Meet the world’s newest call center billionaire. Laurent Junique is quite the globe-trotter: He’s a French citizen, his company is based in Singapore and he just listed that company, TDCX Inc., on the New York Stock Exchange last week.
Junique, TDCX’s 55-year-old founder and CEO, also just joined the billionaire ranks: Junique’s 87% stake in the firm is now worth $3 billion, thanks to a 34% rise in TDCX shares since the IPO on October 1—an offering that raised nearly $350 million for the company.
Started in 1995 in Singapore as Teledirect, an outsourced call center that handled calls, emails and faxes for a variety of clients, the company rebranded as TDCX in 2019 to reflect its expansion into a range of services including content moderation, marketing and e-commerce support. (CX is short for “customer experience” in the customer service industry.) TDCX reported a $64 million net profit on $323 million sales in 2020, an improvement from the $54 million profit and $242 million in revenues it recorded in 2019. That growth came in part due to greater use of the services that TDCX offers, including tools that help companies improve the performance of employees working from home. Still, TDCX is highly dependent on two clients—Facebook and Airbnb—which collectively accounted for 62% of sales in 2020.

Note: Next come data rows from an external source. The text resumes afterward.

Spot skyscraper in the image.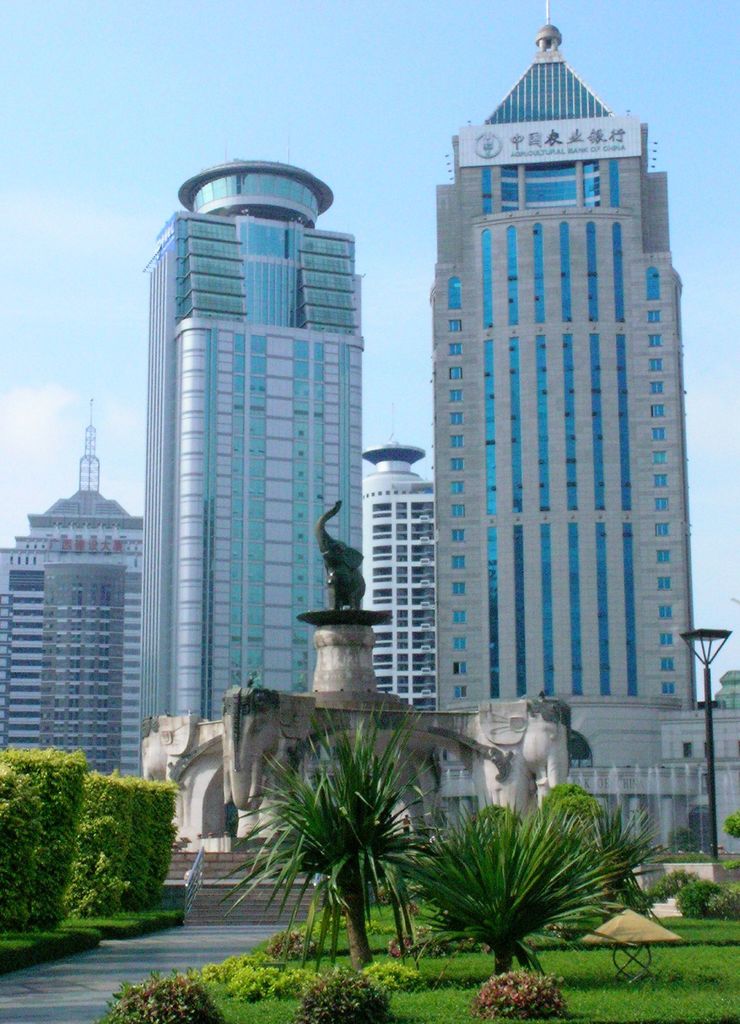
skyscraper found at 2/404/165/776.
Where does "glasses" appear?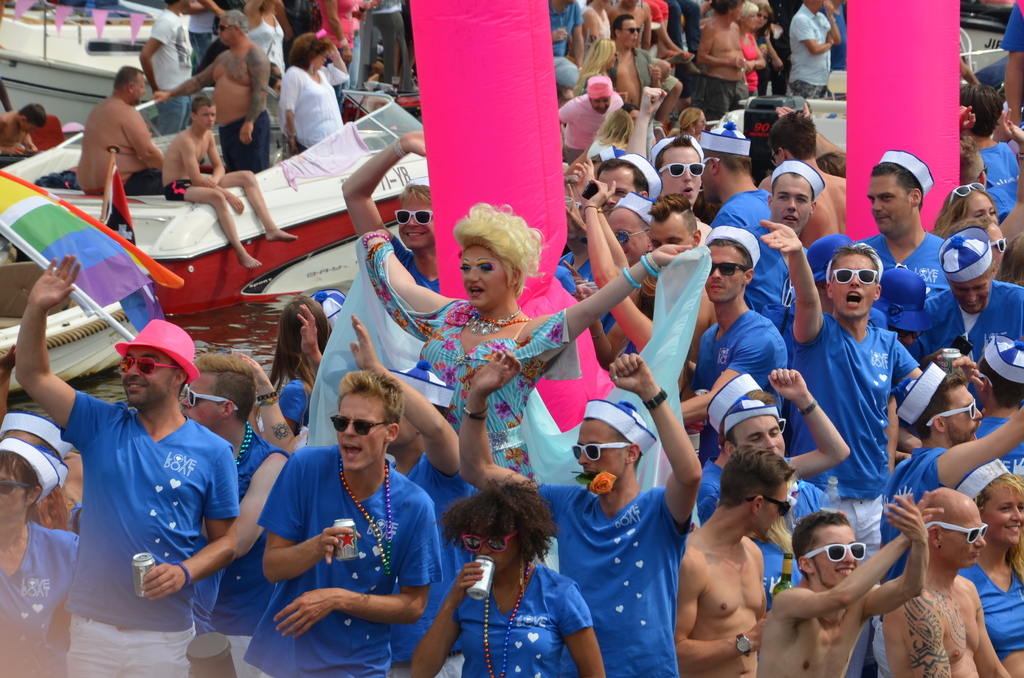
Appears at 653/164/703/184.
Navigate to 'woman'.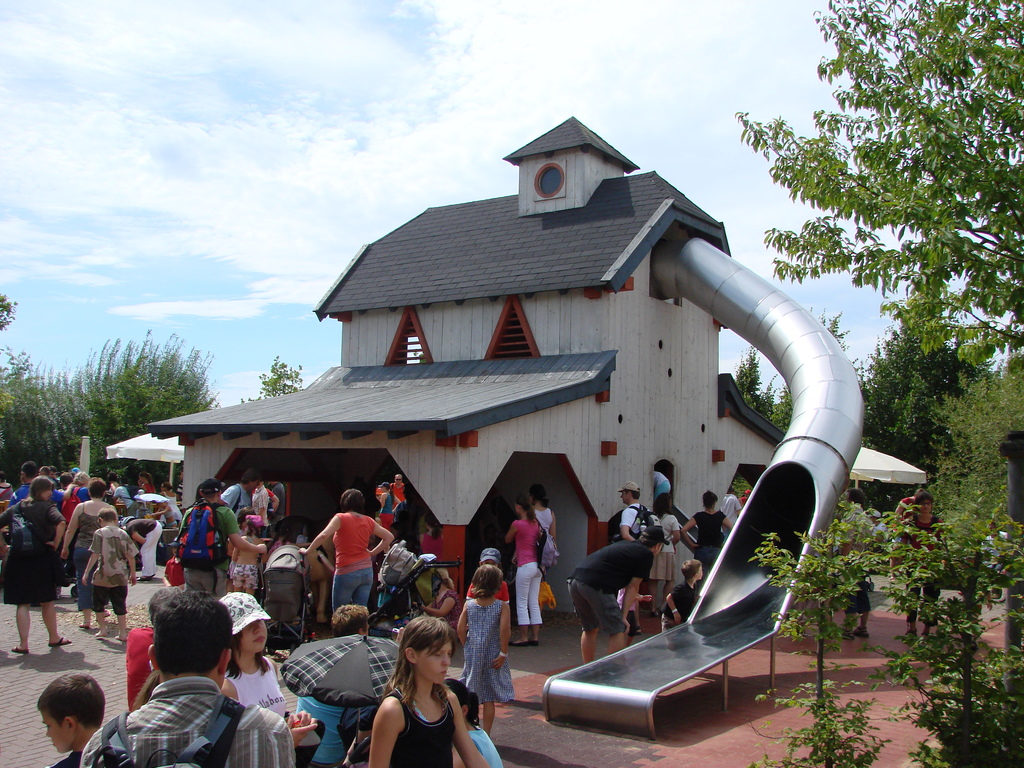
Navigation target: x1=511 y1=483 x2=556 y2=627.
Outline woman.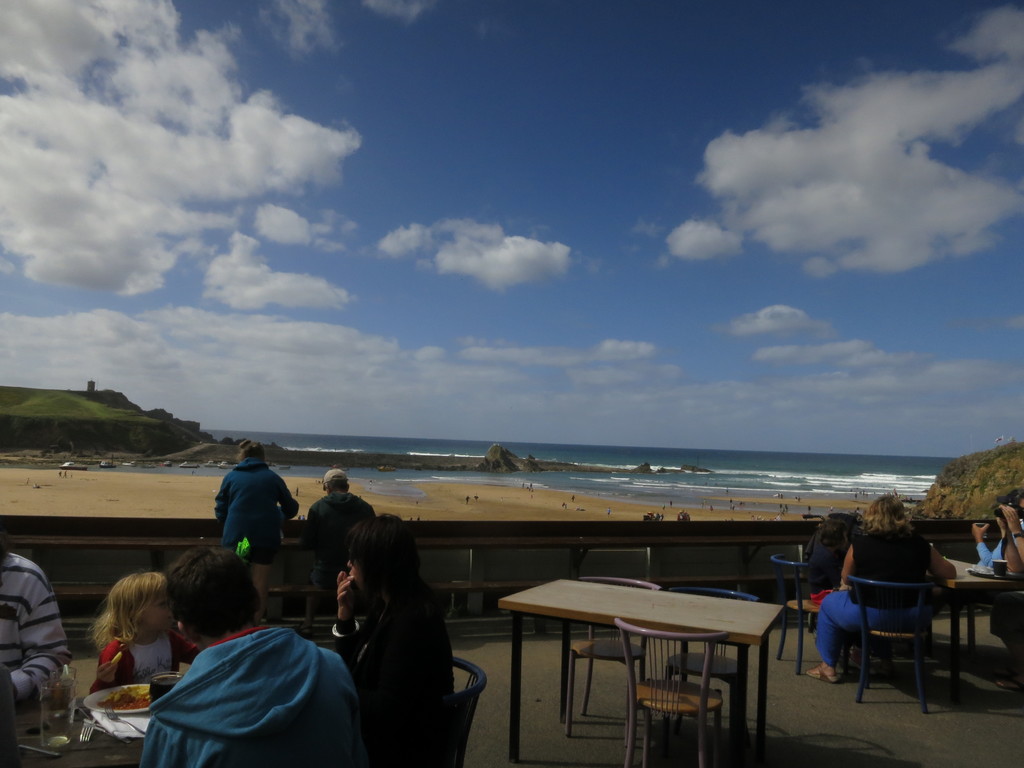
Outline: 805:496:956:685.
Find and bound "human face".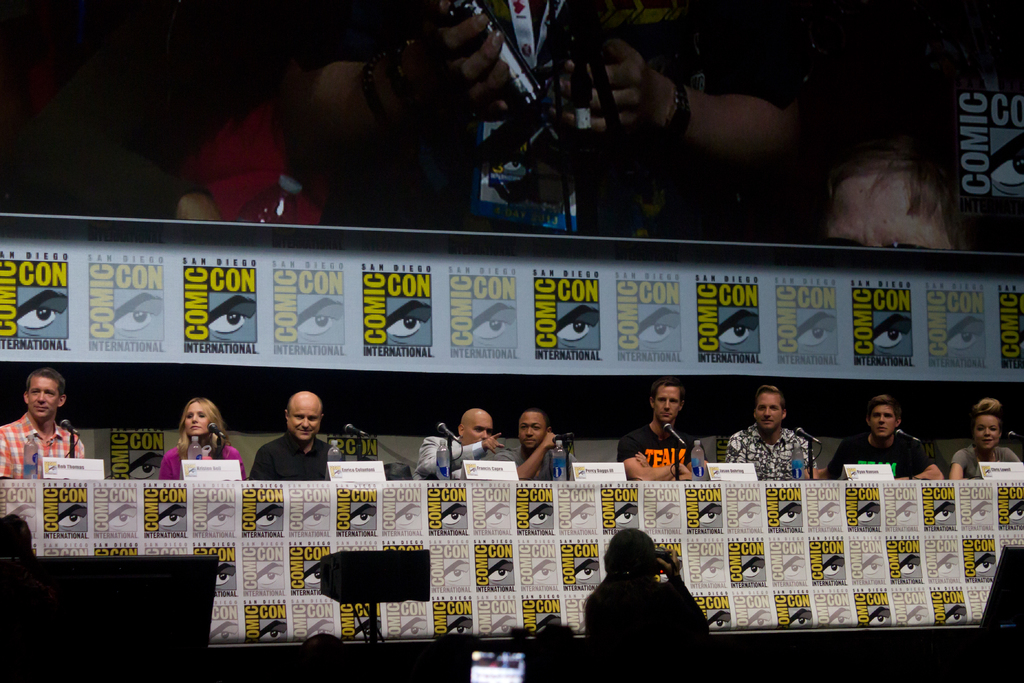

“Our successful listing reflects the world-class company that we have built and our position as the go-to partner for transformative digital customer experience services,” Junique said in a statement on the day of the IPO. “We are grateful for the support of our clients, many of whom are global technology companies that are fuelling the growth of the digital economy.”
Junique is the second call center billionaire that Forbes has tracked. The first, Kenneth Tuchman, founded Englewood, Colorado-based TTEC Holdings (formerly called TeleTech), in 1982; at nearly $2 billion, the firm had about six times the revenues of TDCX last year. Tuchman first became a billionaire in 2007. Several Indian billionaires, including HCL Technologies cofounder Shiv Nadar and Wipro’s former chairman Azim Premji, offer call centers as some of the services their firms provide.
Junique will maintain an iron grip on TDCX as a public company, controlling all of the firm’s Class B shares, which make up more than 86% of the firm’s equity and represent 98.5% of voting power. He owns those shares through Transformative Investments Pte Ltd, a company based in the Cayman Islands that is entirely owned—according to public filings with the Securities and Exchange Commission—by a trust established for the benefit of Junique and his family. While its headquarters are in Singapore, TDCX has also been incorporated in the Cayman Islands since April 2020; prior to the IPO, the firm was controlled by Junique through a Caymans-based holding company. A spokesperson for TDCX declined to comment.
Before launching TDCX as a 29-year-old in 1995, the French native cut his teeth studying advertising at the École Supérieure de Publicité in Paris and business administration at the nearby École Supérieure Internationale d’Administration des Entreprises, graduating in 1989. After a two-year stint at consumer goods giant Unilever, Junique—who had reportedly been cooking up business ideas since he was a child, including a glass recycling proposal he came up with at age 13—decided he wanted a more international career, but struggled to find a gig as a young graduate with little experience.
Armed with a suitcase and just enough cash to get by, he decamped to Singapore in 1995 to try his luck on the other side of the planet. Singapore offered a strategic location as a modern, English-speaking city at the heart of fast-growing Southeast Asia, and Junique started a call center called Teledirect aimed at businesses looking to cut costs and outsource customer service. Soon enough, Junique scored the firm’s first big client, an American credit card firm based in Singapore.
Two years later, in 1997, Junique sold a 40% stake in Teledirect to London-based advertising giant WPP for an undisclosed amount. Since then, TDCX expanded beyond call centers and now has offices in 11 countries across three continents, including locations in China, Japan and India. In 2018, Junique bought back WPP’s 40% stake in the call center business for about $28 million. Three years of growth later, the company now has a market capitalization of $3.5 billion.
With 2020 marking a record year for TDCX, Junique is hoping that the Covid-induced transition away from offices has made the firm’s products more necessary for its clients. “As consumers live more and more of their lives online, the expectation for things to be done simply, conveniently and on-demand will only increase,” Junique said in a statement.